INFORMATION SHOWN section start

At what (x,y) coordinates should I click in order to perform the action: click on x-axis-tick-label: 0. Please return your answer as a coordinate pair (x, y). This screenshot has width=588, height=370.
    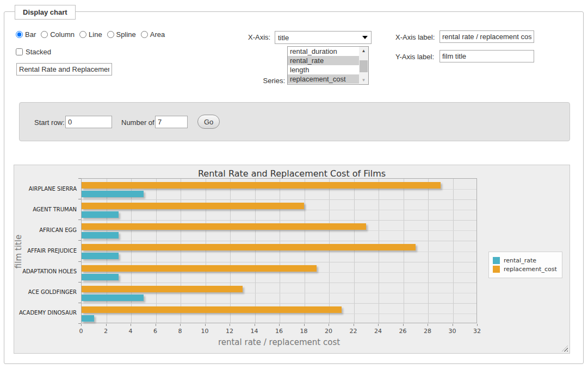
    Looking at the image, I should click on (81, 331).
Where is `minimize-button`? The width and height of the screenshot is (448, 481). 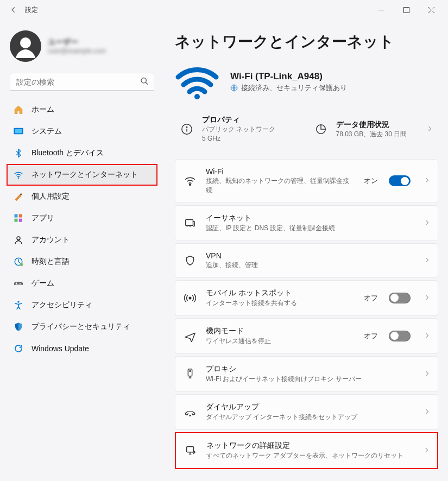 minimize-button is located at coordinates (381, 10).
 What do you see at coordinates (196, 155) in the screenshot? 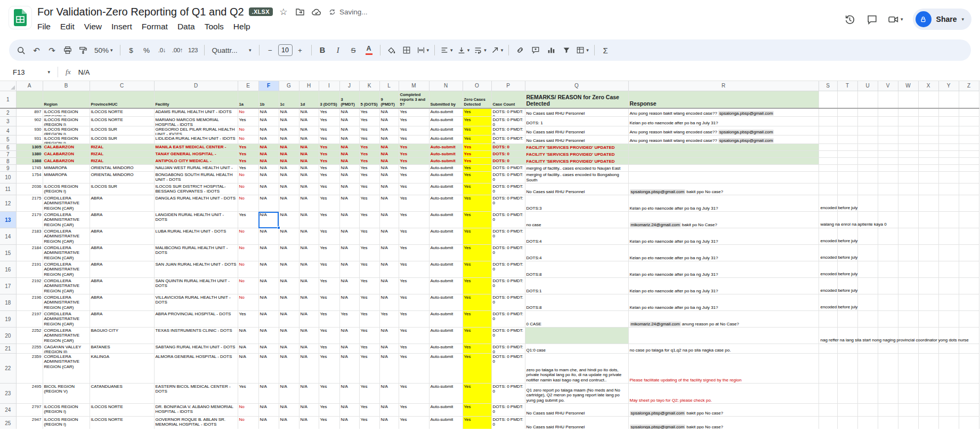
I see `cell: TANAY GENERAL HOSPITAL - REFERRING` at bounding box center [196, 155].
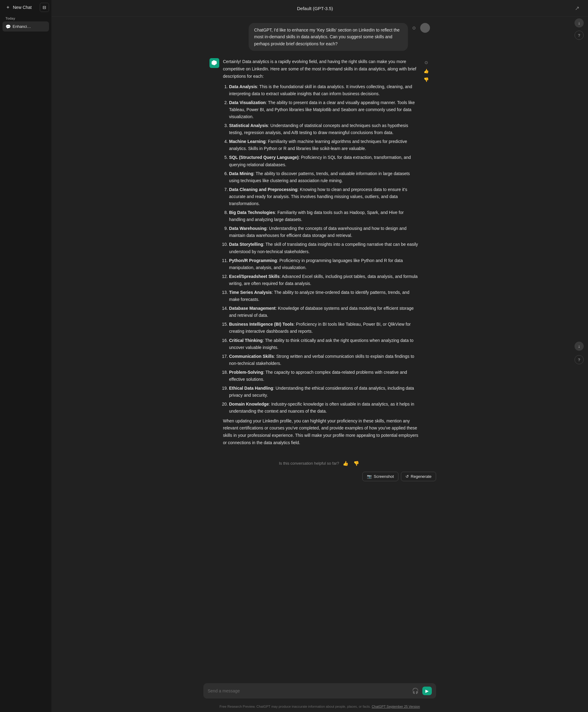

INFORMATION SHOWN section end

TASK DIRECTIONS |
Your answer should be the lines above from the one that contains "What do you" through the last, set down exactly, with the pictures removed.

TASK SOLUTION |
 What do you see at coordinates (196, 155) in the screenshot? 
I see `cell: TANAY GENERAL HOSPITAL - REFERRING` at bounding box center [196, 155].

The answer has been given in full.